Giles was the one to answer, because he wasn't sure Lily would ever ask for herself. "Actually, it would help tremendously if you know of somewhere she could stay. I haven't been here long enough to know where to look." Not for anything besides the places where the homeless loitered, anyway.

It seemed she'd already been thinking about this. "I've got some extra room, if she wants to stay with me for a while." She looked at Lily. "And I think the boss is about to start looking for a couple of new people, if you need a job. There are other places around here too, if that doesn't work out. A little time, and I'm sure we could get you fixed up."

"Really?" Lily asked, finally smiling a little, uneasily. "I-I mean, I wouldn't want to cause anybody any trouble."

"You wouldn't be any trouble; a little company would do me some good, anyway." Erin smiled and looked back to Giles. "How's that, Rupert?"

"It sounds wonderful. I just want to know that she'll be all right if I—well, I think I'm going to be leaving."

"Leaving?" Lily echoed.

"Yes, leaving the city." He looked pointedly at Erin. "Not that being here has been unpleasant, but...I believe it's time I went home."

Her expression faltered, but then she smiled gently again. "Oh...you're sure?"

He managed an anxious chuckle. "Not at all."

"Well you know where to find us," she shrugged. She looked at him for a long moment. "Take care of yourself, British man."

Giles smiled back at her, and tried not to think too much about what could have been. He went back the next night, and Lily was there with Erin. The girl thanked him for everything he'd done whether he really wanted the thanks or not, and he said his goodbyes to the both of them.

Then he walked back to his already-empty room of an apartment, glanced in one last time to be sure he hadn't left anything behind, and went back down to his car.

Soon L.A. was behind him.


School and senior year were now less than two weeks away, and Buffy almost wished it would all just disappear. They'd survived the summer just fine, but the thought of starting school without Giles in the library and never far off was just too strange. It didn't help that she wasn't looking forward to those make-up exams, either.

She couldn't remember the last time she'd gone on patrol on her own. Even if it wasn't all of them every night, there was always someone. They were all out here now, though tonight she'd managed to at least seperate herself from the others for a little while. They weren't far off—just on the other side of the cemetary—but she welcomed the quiet that she could hear herself think in.

Not that having the others out here bothered her, or that she had much she really wanted to think about...but just having the quiet was nice now and then.

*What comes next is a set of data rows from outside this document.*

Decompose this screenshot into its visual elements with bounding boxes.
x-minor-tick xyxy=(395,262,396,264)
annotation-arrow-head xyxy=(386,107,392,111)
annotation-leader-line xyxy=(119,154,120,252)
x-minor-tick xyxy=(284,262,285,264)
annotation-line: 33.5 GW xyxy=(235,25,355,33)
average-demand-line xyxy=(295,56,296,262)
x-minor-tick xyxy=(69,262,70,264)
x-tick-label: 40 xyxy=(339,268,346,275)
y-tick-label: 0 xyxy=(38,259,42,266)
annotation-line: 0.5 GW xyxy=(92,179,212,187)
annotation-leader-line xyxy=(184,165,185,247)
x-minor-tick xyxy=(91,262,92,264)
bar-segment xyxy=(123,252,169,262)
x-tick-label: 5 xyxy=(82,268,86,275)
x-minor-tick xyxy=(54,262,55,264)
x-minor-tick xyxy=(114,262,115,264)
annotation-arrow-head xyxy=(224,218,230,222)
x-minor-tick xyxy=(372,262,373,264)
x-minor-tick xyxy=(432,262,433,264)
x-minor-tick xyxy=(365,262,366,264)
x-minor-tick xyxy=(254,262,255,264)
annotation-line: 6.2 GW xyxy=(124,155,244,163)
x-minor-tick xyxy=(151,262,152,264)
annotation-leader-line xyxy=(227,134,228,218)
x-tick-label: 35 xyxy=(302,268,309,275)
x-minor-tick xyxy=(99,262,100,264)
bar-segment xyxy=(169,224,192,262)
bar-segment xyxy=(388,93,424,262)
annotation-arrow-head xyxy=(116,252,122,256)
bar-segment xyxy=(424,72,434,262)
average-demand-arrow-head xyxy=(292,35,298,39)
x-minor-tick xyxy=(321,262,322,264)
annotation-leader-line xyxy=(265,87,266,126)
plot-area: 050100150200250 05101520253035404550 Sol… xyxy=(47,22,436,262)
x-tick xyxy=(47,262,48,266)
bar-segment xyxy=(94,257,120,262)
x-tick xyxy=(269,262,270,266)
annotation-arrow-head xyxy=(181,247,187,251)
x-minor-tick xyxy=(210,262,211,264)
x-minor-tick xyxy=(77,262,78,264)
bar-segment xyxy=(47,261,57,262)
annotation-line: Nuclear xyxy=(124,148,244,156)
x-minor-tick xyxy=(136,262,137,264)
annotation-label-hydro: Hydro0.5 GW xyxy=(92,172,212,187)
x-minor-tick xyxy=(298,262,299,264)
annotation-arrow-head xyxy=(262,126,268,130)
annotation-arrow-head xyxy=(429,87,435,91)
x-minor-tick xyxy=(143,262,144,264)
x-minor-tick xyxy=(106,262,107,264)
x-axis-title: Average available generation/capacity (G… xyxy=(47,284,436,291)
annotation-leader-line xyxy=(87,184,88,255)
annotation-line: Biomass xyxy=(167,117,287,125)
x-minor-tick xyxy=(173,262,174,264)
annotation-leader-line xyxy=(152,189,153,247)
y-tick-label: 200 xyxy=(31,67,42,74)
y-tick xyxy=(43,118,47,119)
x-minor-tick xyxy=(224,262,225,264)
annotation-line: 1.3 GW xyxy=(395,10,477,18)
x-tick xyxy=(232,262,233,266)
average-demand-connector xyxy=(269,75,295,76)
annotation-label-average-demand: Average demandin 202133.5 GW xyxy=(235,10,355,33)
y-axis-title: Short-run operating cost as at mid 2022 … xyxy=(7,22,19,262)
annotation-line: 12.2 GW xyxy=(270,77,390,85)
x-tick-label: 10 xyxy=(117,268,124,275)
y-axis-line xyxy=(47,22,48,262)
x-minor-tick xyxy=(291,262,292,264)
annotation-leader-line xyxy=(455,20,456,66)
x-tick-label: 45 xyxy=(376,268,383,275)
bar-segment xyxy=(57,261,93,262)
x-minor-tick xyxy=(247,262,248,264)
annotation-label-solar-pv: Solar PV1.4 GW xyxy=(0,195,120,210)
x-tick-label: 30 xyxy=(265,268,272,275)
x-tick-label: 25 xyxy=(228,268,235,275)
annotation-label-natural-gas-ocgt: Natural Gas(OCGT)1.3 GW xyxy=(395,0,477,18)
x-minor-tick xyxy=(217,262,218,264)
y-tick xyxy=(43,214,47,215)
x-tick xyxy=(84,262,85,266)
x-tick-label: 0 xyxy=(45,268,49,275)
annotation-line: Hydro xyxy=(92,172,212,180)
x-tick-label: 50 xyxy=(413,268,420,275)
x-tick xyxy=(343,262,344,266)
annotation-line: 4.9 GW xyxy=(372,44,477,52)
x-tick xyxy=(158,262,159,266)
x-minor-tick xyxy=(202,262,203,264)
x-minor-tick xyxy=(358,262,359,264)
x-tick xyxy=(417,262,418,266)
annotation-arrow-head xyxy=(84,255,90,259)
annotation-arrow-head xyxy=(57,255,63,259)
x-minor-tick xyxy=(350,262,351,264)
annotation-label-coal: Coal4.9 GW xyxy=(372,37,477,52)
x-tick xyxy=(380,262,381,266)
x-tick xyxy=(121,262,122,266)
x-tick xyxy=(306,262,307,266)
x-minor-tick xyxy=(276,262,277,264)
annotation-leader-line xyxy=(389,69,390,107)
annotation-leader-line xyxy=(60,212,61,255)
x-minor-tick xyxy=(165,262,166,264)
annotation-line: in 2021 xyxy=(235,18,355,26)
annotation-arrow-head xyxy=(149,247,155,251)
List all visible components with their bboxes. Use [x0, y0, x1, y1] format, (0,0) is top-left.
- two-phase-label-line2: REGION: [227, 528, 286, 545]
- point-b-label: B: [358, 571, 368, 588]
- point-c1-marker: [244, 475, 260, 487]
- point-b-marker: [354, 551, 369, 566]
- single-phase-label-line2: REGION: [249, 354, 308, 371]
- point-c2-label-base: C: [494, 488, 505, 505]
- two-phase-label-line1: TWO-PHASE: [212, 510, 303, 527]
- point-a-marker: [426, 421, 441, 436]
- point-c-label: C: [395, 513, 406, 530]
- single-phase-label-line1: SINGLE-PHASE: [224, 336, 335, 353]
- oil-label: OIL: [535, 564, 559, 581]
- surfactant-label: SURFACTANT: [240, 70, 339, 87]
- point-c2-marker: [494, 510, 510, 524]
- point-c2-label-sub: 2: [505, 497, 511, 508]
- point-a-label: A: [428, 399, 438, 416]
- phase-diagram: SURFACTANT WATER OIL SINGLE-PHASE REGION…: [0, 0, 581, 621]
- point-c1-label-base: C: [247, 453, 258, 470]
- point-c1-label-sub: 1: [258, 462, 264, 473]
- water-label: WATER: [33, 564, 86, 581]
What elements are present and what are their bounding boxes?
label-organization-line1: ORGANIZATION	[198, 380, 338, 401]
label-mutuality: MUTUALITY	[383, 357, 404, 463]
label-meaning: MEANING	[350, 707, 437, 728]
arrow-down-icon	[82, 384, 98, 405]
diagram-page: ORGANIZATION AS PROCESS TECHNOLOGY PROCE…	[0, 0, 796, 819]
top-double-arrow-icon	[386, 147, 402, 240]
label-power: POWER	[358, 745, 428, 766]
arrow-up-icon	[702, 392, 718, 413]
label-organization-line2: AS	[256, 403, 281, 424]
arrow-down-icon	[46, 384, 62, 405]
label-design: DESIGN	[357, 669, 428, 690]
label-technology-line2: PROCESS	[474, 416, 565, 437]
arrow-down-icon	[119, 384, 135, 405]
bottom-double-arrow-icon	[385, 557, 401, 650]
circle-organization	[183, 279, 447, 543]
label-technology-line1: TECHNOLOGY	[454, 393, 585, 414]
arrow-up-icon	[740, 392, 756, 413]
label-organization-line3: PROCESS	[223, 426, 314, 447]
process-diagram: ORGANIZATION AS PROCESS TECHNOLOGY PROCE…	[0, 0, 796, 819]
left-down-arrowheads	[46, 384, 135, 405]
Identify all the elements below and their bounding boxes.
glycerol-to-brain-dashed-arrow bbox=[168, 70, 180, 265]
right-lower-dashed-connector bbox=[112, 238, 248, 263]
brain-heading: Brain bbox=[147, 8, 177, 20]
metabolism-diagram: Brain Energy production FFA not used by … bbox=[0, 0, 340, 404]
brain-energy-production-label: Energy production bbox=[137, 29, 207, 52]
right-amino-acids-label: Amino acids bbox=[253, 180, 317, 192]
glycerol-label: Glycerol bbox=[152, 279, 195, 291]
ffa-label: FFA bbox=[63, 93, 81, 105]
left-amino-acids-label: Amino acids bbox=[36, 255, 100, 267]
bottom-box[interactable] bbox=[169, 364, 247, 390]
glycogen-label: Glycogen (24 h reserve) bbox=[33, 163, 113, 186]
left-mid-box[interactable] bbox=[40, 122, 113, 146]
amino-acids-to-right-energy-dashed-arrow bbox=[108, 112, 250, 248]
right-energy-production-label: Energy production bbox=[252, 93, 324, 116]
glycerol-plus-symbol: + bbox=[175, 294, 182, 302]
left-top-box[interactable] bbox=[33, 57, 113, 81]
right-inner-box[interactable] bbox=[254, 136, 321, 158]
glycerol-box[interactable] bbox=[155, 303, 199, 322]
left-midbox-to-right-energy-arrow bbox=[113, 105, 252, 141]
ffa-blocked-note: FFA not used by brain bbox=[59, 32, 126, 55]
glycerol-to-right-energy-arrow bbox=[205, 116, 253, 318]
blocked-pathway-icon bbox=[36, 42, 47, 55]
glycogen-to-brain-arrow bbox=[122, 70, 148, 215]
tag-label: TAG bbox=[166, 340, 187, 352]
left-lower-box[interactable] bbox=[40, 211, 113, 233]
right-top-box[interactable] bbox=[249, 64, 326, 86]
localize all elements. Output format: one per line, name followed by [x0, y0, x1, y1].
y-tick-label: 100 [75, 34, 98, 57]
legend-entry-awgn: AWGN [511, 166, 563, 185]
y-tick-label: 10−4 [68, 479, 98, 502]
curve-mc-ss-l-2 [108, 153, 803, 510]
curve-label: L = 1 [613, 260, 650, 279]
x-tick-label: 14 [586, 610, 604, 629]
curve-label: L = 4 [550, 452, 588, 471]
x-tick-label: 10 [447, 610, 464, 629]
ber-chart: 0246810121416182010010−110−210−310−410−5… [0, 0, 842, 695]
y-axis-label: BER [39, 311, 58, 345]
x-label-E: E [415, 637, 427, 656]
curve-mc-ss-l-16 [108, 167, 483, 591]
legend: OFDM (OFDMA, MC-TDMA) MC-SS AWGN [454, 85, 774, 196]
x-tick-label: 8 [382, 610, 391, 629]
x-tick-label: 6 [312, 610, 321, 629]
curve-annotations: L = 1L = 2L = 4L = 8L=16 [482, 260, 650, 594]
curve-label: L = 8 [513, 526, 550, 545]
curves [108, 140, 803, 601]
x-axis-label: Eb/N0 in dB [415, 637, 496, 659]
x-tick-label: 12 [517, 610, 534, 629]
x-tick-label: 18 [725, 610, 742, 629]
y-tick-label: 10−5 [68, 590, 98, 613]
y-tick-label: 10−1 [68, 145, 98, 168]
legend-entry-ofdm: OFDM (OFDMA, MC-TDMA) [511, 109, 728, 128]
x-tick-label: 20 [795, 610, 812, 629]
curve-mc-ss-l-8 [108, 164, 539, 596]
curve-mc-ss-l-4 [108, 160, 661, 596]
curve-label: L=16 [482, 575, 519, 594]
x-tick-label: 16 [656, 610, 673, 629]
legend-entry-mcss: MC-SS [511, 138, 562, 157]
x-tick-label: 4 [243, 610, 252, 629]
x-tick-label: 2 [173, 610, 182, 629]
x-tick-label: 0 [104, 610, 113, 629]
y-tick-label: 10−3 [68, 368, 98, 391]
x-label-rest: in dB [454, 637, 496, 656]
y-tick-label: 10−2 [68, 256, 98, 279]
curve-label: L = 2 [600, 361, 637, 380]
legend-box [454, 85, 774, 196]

Of course, quiet was impossible once the vampires inevitably showed.

Buffy heard the scuffle from a distance, and couldn't tell if it a pack of vamps attacking a civillian or her friends taking on a vamp or two. Either way, she burst into a run. She crossed half the cemetary in seconds and came around a hedge, though she didn't quite understand what she saw when she got there. It was dark, none of them were quite facing her and the fight was moving a bit too quickly for her to tell, exactly, but she was pretty sure all three combatants were vampires. Granted, they sometimes fought among themselves, but three of them going at it out in the open in the cemetary wasn't usually the way it was done.

She'd only been watching from the shadows for a moment, not sure whether to get in the middle of it, when the tallest of the three—the one she'd already noticed because he'd quite obviously had the most hand-to-hand training in life—shoved one into a splintered tree branch, and drove a stake back into the chest of the other. Both promptly dusted, leaving the tall one alone.

Wait. A stake?

That was when he turned, and the moonlight fell across his face. Buffy recognized him even before his face had shifted back to normal. She stepped out of the shadows on impulse, but once she'd done it she was frozen in place, because she didn't know what to say.

Beyond the relief she didn't know what she felt, either.

Giles saw her after a moment, but he didn't say anything either. He just looked at her, imploringly, as if waiting for some sort of permission to speak.

So Buffy smiled at him, and that much came easily. "Hey."